Deerhoof
San Francisco, CA
Think back to when you were 16.
No one could tell you what to do. You were a force to be reckoned with – filled with the undeniable feeling that you could take on anything and win. Having formed in 1994, Deerhoof has now reached that fateful age and by rites it’s their turn to go out and challenge the world.
The result – the band’s eleventh album, is Deerhoof vs.
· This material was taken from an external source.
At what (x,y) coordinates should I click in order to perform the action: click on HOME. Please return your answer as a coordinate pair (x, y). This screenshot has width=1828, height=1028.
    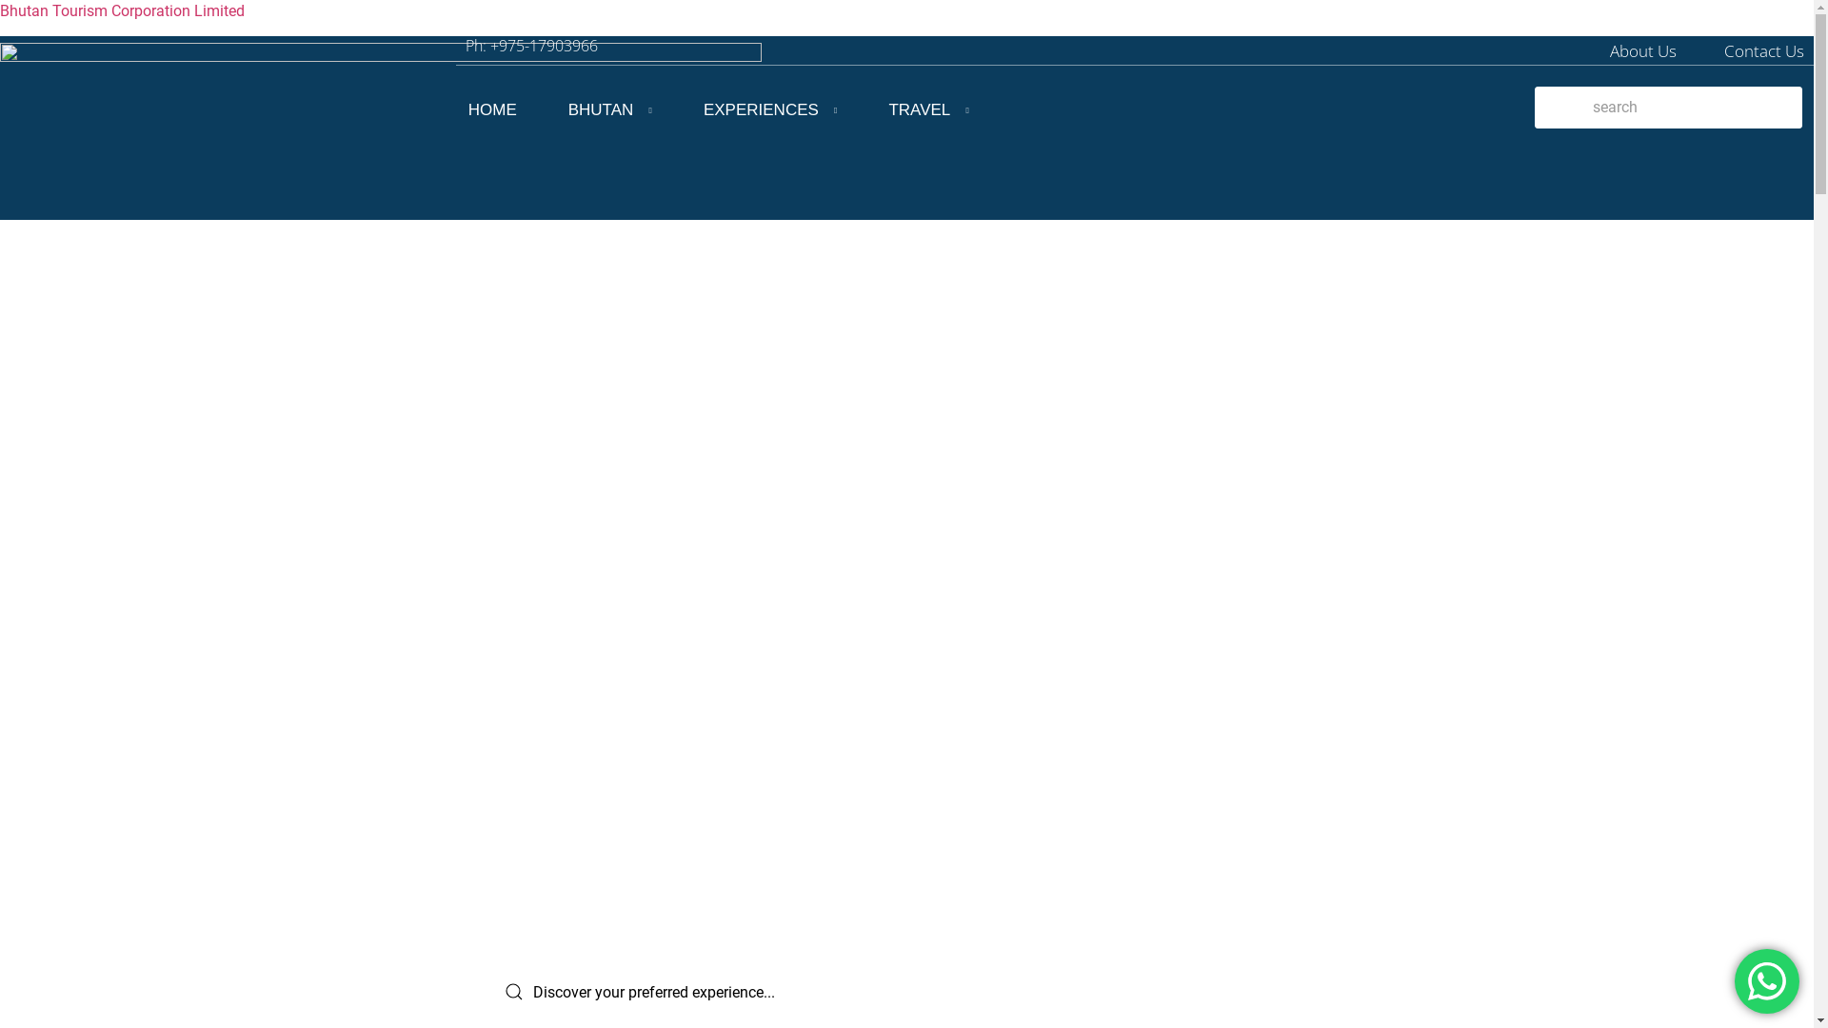
    Looking at the image, I should click on (493, 110).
Evil, and Polyvinyl Records are excited to announce they have joined forces with Deerhoof for the album’s release next year.
The New York Times call Deerhoof “one of the most original rock bands to have come along in the last decade” and, frankly, we couldn’t agree more.
The same way a rebellious teen turns tough and irrational, before making the album Greg Saunier, Ed Rodriguez, John Dieterich and Satomi Matsuzaki just up and split from San Francisco, the only home they’ve ever known as a band, and left behind all notions of what a “Deerhoof record sounds like.”
Self-recorded, mixed and mastered in rehearsal spaces and band members’ basements with no engineers or outside input, Deerhoof vs. Evil dresses up Deerhoof’s well-known recklessness in exuberant colors, big-hit sentimentality, and an elastic dancyness unique in their storied catalog.
It is Deerhoof’s ode to their adolescence. A gawky triumph.